How to make customer service more efficient without making it worse

For almost a decade, I was afraid of trying to make the customer service team at Less Annoying CRM more efficient. CS has always been one of our biggest differentiators, and I worried that by making it more efficient, we'd end up making it worse and lose our competitive advantage.

Over the last year, we finally started focusing on efficiency. The results are hard to believe:

  • We have more customers than ever, so you'd expect our support load to be higher.
  • We've reduced the number of contact forms we get by 50%.
  • Our CS team went from nine to seven employees (two people moved to other areas in the company). Each individual support rep is no busier now than they were a year ago.
  • Our customer happiness score is at an all-time high, and we regularly get feedback like this message a customer recently sent us: "Your customer service and support is the best of any team I work with (and that's a bunch)."

Over the last year, our customer service has become more efficient and better at the same time. How is that possible? Read on...

Customer service is not a cost center

This is a bit of an over-simplification, but you can categorize the different functions within a business as either a profit center or a cost center.

  • A profit center is something that makes you more money the better you are at it. For most businesses, this includes sales and marketing, but potentially also other things like product design. Smart business leaders know that to improve a profit center, you focus on making it better rather than making it cheaper.
  • A cost center is something that must be done, but there's no real advantage to being really good at it. For example, at LACRM, we have to file taxes each year, but we don't get anything out of being really good at filing taxes. In cases like this, it makes sense to reduce costs as much as possible while still maintaining "good enough" quality.

The fundamental customer service mistake that most businesses make is viewing it as a cost center. They think they need to offer some customer service, but they want to spend as little as possible so they can invest more in other parts of the business (or just enjoy better profit margins). In the short-term this works, but having bad customer service ultimately erodes customer trust, reduces word-of-mouth growth, increases churn, and ultimately limits a business's potential.

This mindset is why making customer service more efficient so often results in making it worse. Businesses are optimizing for the wrong thing. So what should they be optimizing for?

Reduce waste, not cost

It uses electricity to have the lights on in your house. Does this mean that turning on the lights is a waste of electricity? Well that all depends. If it would otherwise be dark, and you need it to be light, it's not a waste at all. But if you're not even home, having all your lights on is probably a waste.

Every business spends time (and/or money) on customer service. Some of that time is spent genuinely helping customers. If you broadly try to reduce costs, you will probably end up accidentally reducing some of that "good" time you're spending, and your CS will get worse as a result.

Instead of reducing costs, reduce waste. Reducing waste means identifying the things you're spending time on that don't provide any value to customers. Waste is a terrible thing, because not only does it cost you time, but it costs the customer time too. By removing a customer service interaction that didn't help anyone, you're actually doing your customer a favor!

Let's see an example

At Less Annoying CRM, we offer one-on-one onboarding calls to everyone who signs up for a free trial. It's incredibly expensive and difficult to scale this level of phone support, but it provides huge value to our customers, so it's worth it. If our goal was to reduce costs, we might try cutting these calls to 30-minutes, or eliminating them entirely. But that would mean providing less value to customers, and in the long run, that would hurt the business, not help.

But what if we dig a bit deeper? In aggregate, those calls provide value, but do all of the calls individually provide value? We asked the CS team to make a note anytime they had a call that they felt wasn't actually valuable for the customer. What we found is that there were a variety of reasons this might happen:

  • The customer requires a feature we don't have, and we didn't realize that until the end of the call, making everything we discussed previously pointless since they won't end up using us anyway.
  • The customer hasn't imported any data or watched the beginner's guide videos. The call ends up being a recitation of the beginner's guide, but it's worse because those pre-recorded videos are much more polished than a live conversation.
  • The customer doesn't actually need any help, they just thought they should accept the offer for a call because we made it seem like a normal part of onboarding.

That's what waste looks like. We spent time on the phone with a customer, and they didn't get anything out of it. As a matter of fact, they wasted their time alongside us, so the call actually hurt the customer.

Reducing waste is a win-win

Because waste is costing you and your customer time and money, it's the perfect thing to target if you want your customer service to be more efficient. Once you've identified waste, anything you can do to reduce it is a win-win. The key is to make sure that you don't throw the baby out with the bathwater. In the example above, it's important to reduce time spent on the pointless calls without reducing time spent on the valuable calls.

The specifics for how to reduce waste are heavily dependent on your business, but I plan on sharing some tactics that have worked for us in a future post. For now, hopefully this framework can help you identify the right kind of efficiency gains so you can start reducing the cost of your customer service without reducing the quality.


§ PROBLEM DESCRIPTION: The data must be copied over exactly and in full.

§ MATERIAL SUPPLIED:
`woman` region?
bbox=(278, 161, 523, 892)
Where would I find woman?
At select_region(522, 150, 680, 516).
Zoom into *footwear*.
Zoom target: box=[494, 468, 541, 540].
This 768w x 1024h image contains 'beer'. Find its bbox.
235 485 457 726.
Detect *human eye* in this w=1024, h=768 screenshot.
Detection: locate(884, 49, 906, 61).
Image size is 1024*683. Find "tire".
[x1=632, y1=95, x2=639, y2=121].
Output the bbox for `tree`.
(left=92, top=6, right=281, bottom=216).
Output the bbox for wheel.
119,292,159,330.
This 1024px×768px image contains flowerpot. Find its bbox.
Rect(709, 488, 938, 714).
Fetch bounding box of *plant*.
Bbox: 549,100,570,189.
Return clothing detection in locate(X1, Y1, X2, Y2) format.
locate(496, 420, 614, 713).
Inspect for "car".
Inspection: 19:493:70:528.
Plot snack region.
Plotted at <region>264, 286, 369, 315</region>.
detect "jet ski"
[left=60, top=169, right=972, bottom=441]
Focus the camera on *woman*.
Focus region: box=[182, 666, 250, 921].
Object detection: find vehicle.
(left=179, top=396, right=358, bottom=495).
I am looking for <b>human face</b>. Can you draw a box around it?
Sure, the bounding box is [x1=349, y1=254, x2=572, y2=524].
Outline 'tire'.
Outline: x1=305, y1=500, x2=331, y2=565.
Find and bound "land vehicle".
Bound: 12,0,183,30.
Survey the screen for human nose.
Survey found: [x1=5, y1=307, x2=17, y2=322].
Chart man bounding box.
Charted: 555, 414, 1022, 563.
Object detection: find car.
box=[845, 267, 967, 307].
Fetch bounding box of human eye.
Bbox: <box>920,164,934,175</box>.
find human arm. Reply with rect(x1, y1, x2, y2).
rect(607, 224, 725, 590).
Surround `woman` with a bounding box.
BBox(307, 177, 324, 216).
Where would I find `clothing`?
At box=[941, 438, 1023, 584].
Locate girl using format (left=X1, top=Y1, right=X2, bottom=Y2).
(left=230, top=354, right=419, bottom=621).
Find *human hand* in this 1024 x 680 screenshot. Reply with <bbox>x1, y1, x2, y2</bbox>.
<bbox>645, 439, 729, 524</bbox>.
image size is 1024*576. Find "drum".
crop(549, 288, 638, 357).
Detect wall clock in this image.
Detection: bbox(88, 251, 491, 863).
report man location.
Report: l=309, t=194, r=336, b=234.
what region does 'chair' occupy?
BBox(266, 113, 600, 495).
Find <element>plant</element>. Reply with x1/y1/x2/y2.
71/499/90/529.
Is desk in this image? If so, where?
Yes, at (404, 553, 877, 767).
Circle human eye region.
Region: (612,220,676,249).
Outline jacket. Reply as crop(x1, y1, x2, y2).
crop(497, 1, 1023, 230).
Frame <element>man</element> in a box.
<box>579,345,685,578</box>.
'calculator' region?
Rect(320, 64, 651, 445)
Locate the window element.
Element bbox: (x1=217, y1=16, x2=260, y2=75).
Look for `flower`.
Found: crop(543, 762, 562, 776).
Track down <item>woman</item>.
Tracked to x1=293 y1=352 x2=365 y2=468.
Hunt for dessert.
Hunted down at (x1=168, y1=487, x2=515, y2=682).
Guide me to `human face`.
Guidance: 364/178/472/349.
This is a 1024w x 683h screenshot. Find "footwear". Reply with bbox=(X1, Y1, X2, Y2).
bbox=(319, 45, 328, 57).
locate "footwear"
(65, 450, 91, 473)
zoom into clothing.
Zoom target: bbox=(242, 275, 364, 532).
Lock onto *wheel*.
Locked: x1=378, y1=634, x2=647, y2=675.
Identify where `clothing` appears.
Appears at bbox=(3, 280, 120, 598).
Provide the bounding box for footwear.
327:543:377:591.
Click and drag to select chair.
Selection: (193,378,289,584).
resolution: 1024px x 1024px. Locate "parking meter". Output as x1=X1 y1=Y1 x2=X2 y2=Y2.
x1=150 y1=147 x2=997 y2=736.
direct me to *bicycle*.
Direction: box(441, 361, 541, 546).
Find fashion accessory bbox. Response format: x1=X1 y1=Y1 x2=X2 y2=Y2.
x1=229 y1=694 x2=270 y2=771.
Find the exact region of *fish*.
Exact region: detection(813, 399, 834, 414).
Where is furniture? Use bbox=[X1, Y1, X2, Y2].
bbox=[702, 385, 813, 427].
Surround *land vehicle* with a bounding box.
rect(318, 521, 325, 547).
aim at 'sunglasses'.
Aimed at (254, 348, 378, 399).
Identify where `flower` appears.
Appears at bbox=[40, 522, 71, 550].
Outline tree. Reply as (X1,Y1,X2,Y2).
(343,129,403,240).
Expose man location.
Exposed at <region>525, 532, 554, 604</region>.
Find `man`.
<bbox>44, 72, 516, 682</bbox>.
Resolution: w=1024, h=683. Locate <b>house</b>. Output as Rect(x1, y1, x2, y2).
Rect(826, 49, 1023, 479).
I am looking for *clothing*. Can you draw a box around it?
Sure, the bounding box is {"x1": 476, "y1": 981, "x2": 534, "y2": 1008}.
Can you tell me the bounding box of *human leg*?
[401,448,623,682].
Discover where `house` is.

§ RESULT FOR THIS TASK:
`woman` region?
bbox=(278, 161, 523, 892)
Where would I find woman?
At select_region(522, 150, 680, 516).
Zoom into *footwear*.
Zoom target: box=[494, 468, 541, 540].
This 768w x 1024h image contains 'beer'. Find its bbox.
235 485 457 726.
Detect *human eye* in this w=1024, h=768 screenshot.
Detection: locate(884, 49, 906, 61).
Image size is 1024*683. Find "tire".
[x1=632, y1=95, x2=639, y2=121].
Output the bbox for `tree`.
(left=92, top=6, right=281, bottom=216).
Output the bbox for wheel.
119,292,159,330.
This 1024px×768px image contains flowerpot. Find its bbox.
Rect(709, 488, 938, 714).
Fetch bounding box of *plant*.
Bbox: 549,100,570,189.
Return clothing detection in locate(X1, Y1, X2, Y2) format.
locate(496, 420, 614, 713).
Inspect for "car".
Inspection: 19:493:70:528.
Plot snack region.
Plotted at <region>264, 286, 369, 315</region>.
detect "jet ski"
[left=60, top=169, right=972, bottom=441]
Focus the camera on *woman*.
Focus region: box=[182, 666, 250, 921].
Object detection: find vehicle.
(left=179, top=396, right=358, bottom=495).
I am looking for <b>human face</b>. Can you draw a box around it?
Sure, the bounding box is [x1=349, y1=254, x2=572, y2=524].
Outline 'tire'.
Outline: x1=305, y1=500, x2=331, y2=565.
Find and bound "land vehicle".
Bound: 12,0,183,30.
Survey the screen for human nose.
Survey found: [x1=5, y1=307, x2=17, y2=322].
Chart man bounding box.
Charted: 555, 414, 1022, 563.
Object detection: find car.
box=[845, 267, 967, 307].
Fetch bounding box of human eye.
Bbox: <box>920,164,934,175</box>.
find human arm. Reply with rect(x1, y1, x2, y2).
rect(607, 224, 725, 590).
Surround `woman` with a bounding box.
BBox(307, 177, 324, 216).
Where would I find `clothing`?
At box=[941, 438, 1023, 584].
Locate girl using format (left=X1, top=Y1, right=X2, bottom=Y2).
(left=230, top=354, right=419, bottom=621).
Find *human hand* in this 1024 x 680 screenshot. Reply with <bbox>x1, y1, x2, y2</bbox>.
<bbox>645, 439, 729, 524</bbox>.
image size is 1024*576. Find "drum".
crop(549, 288, 638, 357).
Detect wall clock in this image.
Detection: bbox(88, 251, 491, 863).
report man location.
Report: l=309, t=194, r=336, b=234.
what region does 'chair' occupy?
BBox(266, 113, 600, 495).
Find <element>plant</element>. Reply with x1/y1/x2/y2.
71/499/90/529.
Is desk in this image? If so, where?
Yes, at (404, 553, 877, 767).
Circle human eye region.
Region: (612,220,676,249).
Outline jacket. Reply as crop(x1, y1, x2, y2).
crop(497, 1, 1023, 230).
Frame <element>man</element> in a box.
<box>579,345,685,578</box>.
'calculator' region?
Rect(320, 64, 651, 445)
Locate the window element.
Element bbox: (x1=217, y1=16, x2=260, y2=75).
Look for `flower`.
Found: crop(543, 762, 562, 776).
Track down <item>woman</item>.
Tracked to x1=293 y1=352 x2=365 y2=468.
Hunt for dessert.
Hunted down at (x1=168, y1=487, x2=515, y2=682).
Guide me to `human face`.
Guidance: 364/178/472/349.
This is a 1024w x 683h screenshot. Find "footwear". Reply with bbox=(X1, Y1, X2, Y2).
bbox=(319, 45, 328, 57).
locate "footwear"
(65, 450, 91, 473)
zoom into clothing.
Zoom target: bbox=(242, 275, 364, 532).
Lock onto *wheel*.
Locked: x1=378, y1=634, x2=647, y2=675.
Identify where `clothing` appears.
Appears at bbox=(3, 280, 120, 598).
Provide the bounding box for footwear.
327:543:377:591.
Click and drag to select chair.
Selection: (193,378,289,584).
resolution: 1024px x 1024px. Locate "parking meter". Output as x1=X1 y1=Y1 x2=X2 y2=Y2.
x1=150 y1=147 x2=997 y2=736.
direct me to *bicycle*.
Direction: box(441, 361, 541, 546).
Find fashion accessory bbox. Response format: x1=X1 y1=Y1 x2=X2 y2=Y2.
x1=229 y1=694 x2=270 y2=771.
Find the exact region of *fish*.
Exact region: detection(813, 399, 834, 414).
Where is furniture? Use bbox=[X1, Y1, X2, Y2].
bbox=[702, 385, 813, 427].
Surround *land vehicle* with a bounding box.
rect(318, 521, 325, 547).
aim at 'sunglasses'.
Aimed at (254, 348, 378, 399).
Identify where `flower` appears.
Appears at bbox=[40, 522, 71, 550].
Outline tree. Reply as (X1,Y1,X2,Y2).
(343,129,403,240).
Expose man location.
Exposed at <region>525, 532, 554, 604</region>.
Find `man`.
<bbox>44, 72, 516, 682</bbox>.
Resolution: w=1024, h=683. Locate <b>house</b>. Output as Rect(x1, y1, x2, y2).
Rect(826, 49, 1023, 479).
I am looking for *clothing*. Can you draw a box around it?
Sure, the bounding box is {"x1": 476, "y1": 981, "x2": 534, "y2": 1008}.
Can you tell me the bounding box of *human leg*?
[401,448,623,682].
Discover where `house` is.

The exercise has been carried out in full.